Majorana dark matter in a classically scale invariant model
Sanjin Benic, Branimir Radovcic
TL;DR
The paper investigates a scale-invariant extension of the Standard Model with a dark $U(1)_X$ that is broken radiatively via the Coleman–Weinberg mechanism, generating masses and introducing two stable Majorana DM candidates $N_1$ and $N_2$. DM phenomenology hinges on two annihilation channels within the dark sector and a suppressed Higgs-portal coupling to the SM; relic abundance, LUX direct-detection, and LHC constraints bound the parameter space, yielding a viable DM mass range of roughly 470 GeV to a few TeV and a heavy $X$-boson ($m_X \\gtrsim 680$ GeV). In the degenerate-mass scenario both DM species contribute equally, while in the non-degenerate case $N_1$ dominates the relic density and leads to two distinct direct-detection signals that could be tested by XENON1T/LZ. The results link the electroweak and DM scales through radiative symmetry breaking and highlight future experimental tests in direct detection and collider phenomenology.
Abstract
We analyze a classically scale invariant extension of the Standard Model with dark gauge $U(1)_X$ broken by doubly charge scalar $Φ$ leaving a remnant $Z_2$ symmetry. Dark fermions are introduced as dark matter candidates and for anomaly reasons we introduce two chiral fermions. Due to classical scale invariance, bare mass term that would mix these two states is absent and they end up as stable Majorana fermions $N_1$ and $N_2$. We calculate cross sections for $N_aN_a \to φφ$, $N_aN_a \to X^μφ$ and $N_2N_2 \to N_1N_1$ annihilation channels. We put constraints to the model from the Higgs searches at the LHC, dark matter relic abundance and dark matter direct detection limits by LUX. The dark gauge boson plays a crucial role in the Coleman-Weinberg mechanism and has to be heavier then 680 GeV. The viable mass region for dark matter is from 470 GeV up to a few TeV. In the case when two Majorana fermions have different masses, two dark matter signals at direct detection experiments could provide a distinctive signature of this model.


## WORK ITEM
Your reply should be made up of every line in the records below that holds the string "increased".

## INPUT RECORDS
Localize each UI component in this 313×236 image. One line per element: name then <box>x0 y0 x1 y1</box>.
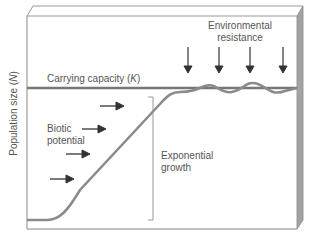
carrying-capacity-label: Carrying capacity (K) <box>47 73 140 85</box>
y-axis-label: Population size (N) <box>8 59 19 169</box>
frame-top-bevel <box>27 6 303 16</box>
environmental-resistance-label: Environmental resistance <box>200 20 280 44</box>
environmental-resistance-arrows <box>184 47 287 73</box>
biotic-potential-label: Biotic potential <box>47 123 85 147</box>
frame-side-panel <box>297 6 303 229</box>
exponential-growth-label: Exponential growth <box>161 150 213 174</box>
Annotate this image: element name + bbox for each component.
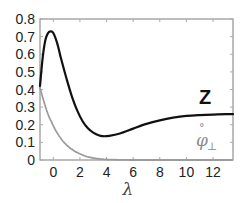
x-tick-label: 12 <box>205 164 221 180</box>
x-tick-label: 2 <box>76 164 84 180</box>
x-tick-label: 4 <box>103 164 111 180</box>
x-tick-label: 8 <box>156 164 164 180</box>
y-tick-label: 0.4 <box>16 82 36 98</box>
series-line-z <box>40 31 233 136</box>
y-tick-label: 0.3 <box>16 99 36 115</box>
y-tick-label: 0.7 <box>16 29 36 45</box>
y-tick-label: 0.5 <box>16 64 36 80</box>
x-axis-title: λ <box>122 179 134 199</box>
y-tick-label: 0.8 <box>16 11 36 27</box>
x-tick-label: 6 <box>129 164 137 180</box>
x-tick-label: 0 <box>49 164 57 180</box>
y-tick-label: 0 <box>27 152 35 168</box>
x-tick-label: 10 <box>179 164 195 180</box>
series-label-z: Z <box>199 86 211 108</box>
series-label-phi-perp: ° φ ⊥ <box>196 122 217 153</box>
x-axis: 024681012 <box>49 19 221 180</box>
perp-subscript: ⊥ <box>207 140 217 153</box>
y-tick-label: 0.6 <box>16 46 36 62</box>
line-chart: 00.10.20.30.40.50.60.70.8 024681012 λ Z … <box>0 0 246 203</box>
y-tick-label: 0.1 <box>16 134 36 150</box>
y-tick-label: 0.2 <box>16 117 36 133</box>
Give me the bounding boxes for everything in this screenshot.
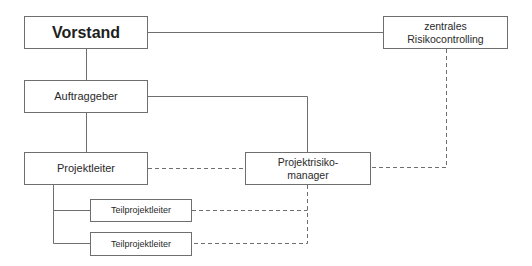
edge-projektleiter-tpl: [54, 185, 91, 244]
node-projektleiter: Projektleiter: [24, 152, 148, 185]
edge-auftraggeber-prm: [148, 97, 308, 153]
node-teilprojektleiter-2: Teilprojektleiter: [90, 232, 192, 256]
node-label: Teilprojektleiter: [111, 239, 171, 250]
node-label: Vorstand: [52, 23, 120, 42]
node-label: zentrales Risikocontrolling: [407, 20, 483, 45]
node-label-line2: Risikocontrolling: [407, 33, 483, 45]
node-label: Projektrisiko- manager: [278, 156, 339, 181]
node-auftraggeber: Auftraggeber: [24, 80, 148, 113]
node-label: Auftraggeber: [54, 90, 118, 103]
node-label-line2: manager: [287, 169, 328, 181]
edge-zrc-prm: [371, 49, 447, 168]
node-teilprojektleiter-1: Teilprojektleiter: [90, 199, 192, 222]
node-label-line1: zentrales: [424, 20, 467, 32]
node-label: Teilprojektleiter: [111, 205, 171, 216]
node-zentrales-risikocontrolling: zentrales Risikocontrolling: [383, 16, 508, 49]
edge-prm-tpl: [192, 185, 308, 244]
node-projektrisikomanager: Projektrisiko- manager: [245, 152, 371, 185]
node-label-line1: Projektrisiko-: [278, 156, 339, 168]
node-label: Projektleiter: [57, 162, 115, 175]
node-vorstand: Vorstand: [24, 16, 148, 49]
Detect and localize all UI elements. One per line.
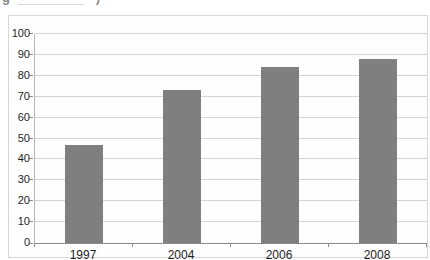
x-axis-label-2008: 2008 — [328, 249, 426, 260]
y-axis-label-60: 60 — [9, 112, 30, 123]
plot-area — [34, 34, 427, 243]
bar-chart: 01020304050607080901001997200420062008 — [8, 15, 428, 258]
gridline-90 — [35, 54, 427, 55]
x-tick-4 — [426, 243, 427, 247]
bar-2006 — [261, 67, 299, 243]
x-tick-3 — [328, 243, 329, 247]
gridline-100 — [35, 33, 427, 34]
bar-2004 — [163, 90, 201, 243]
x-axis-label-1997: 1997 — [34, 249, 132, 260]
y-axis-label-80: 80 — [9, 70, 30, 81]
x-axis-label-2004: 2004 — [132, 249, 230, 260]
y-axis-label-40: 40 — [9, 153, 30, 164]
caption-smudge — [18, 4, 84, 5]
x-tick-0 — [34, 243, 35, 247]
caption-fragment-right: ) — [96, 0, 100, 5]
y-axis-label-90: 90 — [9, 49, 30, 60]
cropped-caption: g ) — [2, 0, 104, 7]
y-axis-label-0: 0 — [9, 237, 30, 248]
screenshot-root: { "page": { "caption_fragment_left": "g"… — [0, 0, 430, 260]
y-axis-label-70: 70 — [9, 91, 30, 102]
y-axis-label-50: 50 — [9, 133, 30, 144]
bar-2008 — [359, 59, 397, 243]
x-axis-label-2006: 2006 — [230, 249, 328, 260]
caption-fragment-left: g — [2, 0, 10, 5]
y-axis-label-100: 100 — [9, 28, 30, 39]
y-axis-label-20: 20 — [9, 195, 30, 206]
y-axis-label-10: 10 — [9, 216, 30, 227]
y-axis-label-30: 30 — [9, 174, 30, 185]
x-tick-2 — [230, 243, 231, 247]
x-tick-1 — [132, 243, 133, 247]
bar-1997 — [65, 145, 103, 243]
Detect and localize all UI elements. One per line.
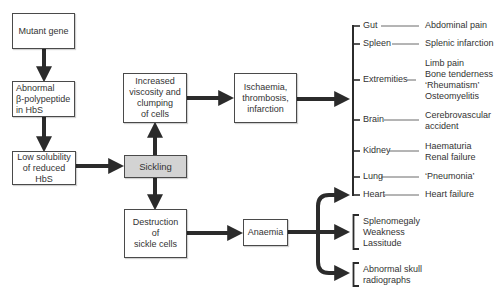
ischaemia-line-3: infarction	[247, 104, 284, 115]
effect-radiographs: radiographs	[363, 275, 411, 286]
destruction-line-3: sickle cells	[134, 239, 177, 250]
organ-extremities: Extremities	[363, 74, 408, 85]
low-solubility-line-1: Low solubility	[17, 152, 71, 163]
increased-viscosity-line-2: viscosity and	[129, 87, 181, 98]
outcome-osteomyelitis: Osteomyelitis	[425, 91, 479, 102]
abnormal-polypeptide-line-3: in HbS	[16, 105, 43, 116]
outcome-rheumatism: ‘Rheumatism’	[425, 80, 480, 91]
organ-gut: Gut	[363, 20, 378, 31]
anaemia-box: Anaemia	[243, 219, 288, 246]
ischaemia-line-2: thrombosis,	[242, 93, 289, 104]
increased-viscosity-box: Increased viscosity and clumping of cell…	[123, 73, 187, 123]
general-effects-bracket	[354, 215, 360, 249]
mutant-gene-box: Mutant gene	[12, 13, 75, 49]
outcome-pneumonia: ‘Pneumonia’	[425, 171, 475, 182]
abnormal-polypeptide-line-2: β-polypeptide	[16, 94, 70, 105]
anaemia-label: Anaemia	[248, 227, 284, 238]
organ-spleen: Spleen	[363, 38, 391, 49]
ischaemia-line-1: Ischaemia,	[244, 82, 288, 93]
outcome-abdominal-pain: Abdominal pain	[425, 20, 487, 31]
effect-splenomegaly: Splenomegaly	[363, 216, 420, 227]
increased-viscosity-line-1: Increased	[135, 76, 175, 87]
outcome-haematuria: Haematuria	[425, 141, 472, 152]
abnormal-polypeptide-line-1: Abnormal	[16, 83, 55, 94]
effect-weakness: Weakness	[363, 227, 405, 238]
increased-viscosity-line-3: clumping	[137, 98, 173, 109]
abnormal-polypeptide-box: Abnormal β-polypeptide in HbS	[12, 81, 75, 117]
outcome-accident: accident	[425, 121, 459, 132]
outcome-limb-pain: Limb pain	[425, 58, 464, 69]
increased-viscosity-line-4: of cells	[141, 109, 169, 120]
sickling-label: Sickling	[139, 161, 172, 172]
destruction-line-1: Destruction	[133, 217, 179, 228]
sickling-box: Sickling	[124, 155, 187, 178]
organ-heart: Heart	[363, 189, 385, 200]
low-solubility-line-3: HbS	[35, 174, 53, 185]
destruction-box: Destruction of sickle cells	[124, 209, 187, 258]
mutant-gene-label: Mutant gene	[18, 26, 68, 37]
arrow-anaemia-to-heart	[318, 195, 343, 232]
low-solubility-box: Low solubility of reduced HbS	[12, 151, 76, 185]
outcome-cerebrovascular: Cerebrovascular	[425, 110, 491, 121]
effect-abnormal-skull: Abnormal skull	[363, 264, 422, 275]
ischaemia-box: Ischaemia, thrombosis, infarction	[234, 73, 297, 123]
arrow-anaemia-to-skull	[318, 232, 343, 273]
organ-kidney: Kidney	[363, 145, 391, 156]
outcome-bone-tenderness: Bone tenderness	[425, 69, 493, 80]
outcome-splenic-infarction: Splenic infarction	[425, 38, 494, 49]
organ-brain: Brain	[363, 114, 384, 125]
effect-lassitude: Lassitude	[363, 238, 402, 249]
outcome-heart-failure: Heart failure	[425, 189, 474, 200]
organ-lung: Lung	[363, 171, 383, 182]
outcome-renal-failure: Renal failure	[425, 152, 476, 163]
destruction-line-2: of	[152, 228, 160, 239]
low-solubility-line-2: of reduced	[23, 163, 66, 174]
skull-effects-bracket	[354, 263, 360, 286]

## EXERCISE OUTPUT
increased-viscosity-line-2: viscosity and	[129, 87, 181, 98]
increased-viscosity-box: Increased viscosity and clumping of cell…	[123, 73, 187, 123]
increased-viscosity-line-1: Increased	[135, 76, 175, 87]
increased-viscosity-line-3: clumping	[137, 98, 173, 109]
increased-viscosity-line-4: of cells	[141, 109, 169, 120]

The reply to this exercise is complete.